I still love this book, and love the characters (plot? who needs a stinking plot?):
“Why did you start taking the opium?” she asked after they’d been on the road for about half an hour.
“Why does anyone do anything?” he replied, waving his hand in an artless way just to annoy her.
She huffed in front of him, and he felt her spine stiffen. She lifted her right hand and began ticking reasons off on each finger. “Money. Guilt. Kindness. Love. Responsibility. Pick one.”
It felt like he’d been punched in the stomach. “Hatred,” he said in a whisper.
“Of whom?” she snorted. “Surely you would be able to cut down anyone who stood up to you.”
“Of myself.”
Her hands dropped to where he was holding the reins, and she rested them there, offering a passive comfort that soothed his heart. He wouldn’t have been able to take it if she was pitying.
She didn’t speak for another few minutes, and when she did, her voice was matter-of-fact. “My father used to talk about the damage self-hatred could do. He said that it was our duty to love ourselves, imperfect though we knew ourselves to be, because it meant we loved all mankind.”
“I don’t,” Alasdair bit out. “In fact,” he said, feeling his chest tighten, “I cannot love a mankind that destroys each other for the sake of land and who rules whom, and love myself when I know what I am capable of.”
It sounded like she was holding her breath. “What are you capable of?”
Living when everyone I care for dies. “You should know that for yourself by now: Buying women at auction, not keeping my promises, selling things that don’t belong to me.” For drugs, he added. He laughed, a laugh without humor. “And that’s only in the past twenty-four hours.”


What the exercise asks: Show all lines containing "Collect" from the data below.

Extracted data entries
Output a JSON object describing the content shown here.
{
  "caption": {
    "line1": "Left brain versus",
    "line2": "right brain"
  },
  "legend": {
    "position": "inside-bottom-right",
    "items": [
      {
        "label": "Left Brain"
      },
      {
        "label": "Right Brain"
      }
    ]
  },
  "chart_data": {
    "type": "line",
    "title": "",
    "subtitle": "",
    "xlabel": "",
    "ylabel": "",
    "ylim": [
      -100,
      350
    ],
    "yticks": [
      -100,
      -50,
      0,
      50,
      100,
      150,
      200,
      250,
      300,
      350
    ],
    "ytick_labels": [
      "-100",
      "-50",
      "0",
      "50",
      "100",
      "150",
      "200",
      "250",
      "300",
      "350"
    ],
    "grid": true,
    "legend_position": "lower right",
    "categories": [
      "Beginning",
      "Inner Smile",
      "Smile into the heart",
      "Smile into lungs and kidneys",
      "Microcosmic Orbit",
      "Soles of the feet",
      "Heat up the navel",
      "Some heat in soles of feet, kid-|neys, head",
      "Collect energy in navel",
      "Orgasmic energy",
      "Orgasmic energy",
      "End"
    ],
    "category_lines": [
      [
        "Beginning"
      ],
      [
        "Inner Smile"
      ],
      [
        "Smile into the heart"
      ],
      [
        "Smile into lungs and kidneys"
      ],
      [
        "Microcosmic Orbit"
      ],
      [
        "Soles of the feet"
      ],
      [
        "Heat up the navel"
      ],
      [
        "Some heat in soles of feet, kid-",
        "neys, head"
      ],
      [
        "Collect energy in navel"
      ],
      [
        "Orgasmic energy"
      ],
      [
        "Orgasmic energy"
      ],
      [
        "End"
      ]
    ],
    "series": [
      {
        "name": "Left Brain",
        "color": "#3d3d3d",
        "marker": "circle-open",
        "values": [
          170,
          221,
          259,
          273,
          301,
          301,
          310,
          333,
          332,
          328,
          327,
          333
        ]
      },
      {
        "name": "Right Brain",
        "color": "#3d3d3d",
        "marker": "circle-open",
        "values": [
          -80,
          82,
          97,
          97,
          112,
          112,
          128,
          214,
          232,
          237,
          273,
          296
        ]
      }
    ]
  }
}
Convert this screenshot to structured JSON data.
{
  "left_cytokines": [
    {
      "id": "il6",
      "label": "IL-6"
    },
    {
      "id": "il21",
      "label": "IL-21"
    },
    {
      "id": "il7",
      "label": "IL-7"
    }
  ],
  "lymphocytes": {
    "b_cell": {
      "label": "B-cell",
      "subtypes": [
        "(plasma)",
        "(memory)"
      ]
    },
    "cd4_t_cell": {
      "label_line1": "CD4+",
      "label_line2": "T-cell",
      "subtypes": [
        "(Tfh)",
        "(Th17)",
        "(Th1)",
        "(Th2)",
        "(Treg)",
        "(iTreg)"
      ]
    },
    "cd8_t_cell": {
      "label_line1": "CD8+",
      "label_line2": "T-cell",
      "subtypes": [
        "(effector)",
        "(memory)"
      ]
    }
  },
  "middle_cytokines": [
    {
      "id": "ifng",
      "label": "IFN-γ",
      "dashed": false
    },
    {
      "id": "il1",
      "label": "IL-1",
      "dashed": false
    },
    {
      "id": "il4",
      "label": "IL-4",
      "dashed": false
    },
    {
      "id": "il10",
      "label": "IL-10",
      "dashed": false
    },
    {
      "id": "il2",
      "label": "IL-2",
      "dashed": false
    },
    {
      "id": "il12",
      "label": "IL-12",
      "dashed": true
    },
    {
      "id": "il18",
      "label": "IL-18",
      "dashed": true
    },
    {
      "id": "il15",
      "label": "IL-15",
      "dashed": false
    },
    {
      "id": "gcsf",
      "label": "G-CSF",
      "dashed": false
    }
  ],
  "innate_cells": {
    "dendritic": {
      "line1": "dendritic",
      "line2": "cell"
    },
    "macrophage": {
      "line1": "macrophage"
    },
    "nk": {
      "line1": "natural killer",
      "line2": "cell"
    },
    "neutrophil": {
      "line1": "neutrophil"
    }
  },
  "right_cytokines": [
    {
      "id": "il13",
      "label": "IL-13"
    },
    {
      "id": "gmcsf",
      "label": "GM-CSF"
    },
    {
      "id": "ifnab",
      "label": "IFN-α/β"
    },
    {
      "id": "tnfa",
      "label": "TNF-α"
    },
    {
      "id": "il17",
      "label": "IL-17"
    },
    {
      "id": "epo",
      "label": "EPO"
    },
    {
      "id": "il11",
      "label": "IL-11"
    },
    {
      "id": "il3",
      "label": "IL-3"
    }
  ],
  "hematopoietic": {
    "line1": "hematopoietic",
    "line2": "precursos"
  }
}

==

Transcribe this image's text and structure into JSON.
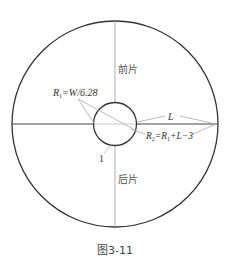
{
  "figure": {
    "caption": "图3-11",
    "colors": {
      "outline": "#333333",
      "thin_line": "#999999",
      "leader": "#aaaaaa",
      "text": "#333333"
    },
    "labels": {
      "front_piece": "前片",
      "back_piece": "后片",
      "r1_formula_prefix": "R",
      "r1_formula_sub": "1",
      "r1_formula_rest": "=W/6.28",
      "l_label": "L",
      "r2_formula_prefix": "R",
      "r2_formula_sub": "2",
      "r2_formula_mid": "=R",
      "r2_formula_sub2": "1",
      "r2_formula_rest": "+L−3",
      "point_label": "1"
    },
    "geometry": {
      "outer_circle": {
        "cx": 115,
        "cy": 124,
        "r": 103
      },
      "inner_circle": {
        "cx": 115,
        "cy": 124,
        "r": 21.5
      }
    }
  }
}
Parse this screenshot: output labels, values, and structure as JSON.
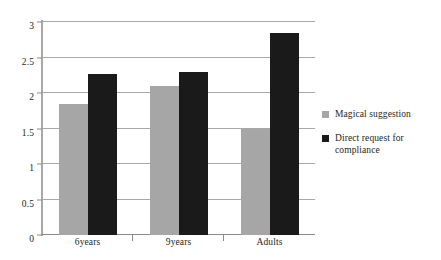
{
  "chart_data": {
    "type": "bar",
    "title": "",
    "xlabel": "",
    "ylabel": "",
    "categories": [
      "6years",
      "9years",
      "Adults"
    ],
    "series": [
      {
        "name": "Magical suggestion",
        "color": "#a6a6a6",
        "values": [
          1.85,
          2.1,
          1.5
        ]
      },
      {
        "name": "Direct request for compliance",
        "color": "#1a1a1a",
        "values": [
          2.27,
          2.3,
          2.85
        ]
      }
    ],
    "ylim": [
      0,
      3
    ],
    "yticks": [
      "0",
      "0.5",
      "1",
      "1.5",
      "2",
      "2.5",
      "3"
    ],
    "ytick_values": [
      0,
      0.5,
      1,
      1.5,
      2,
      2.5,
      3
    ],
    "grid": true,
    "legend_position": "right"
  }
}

Response:
      "Collect energy in navel",
        "Collect energy in navel"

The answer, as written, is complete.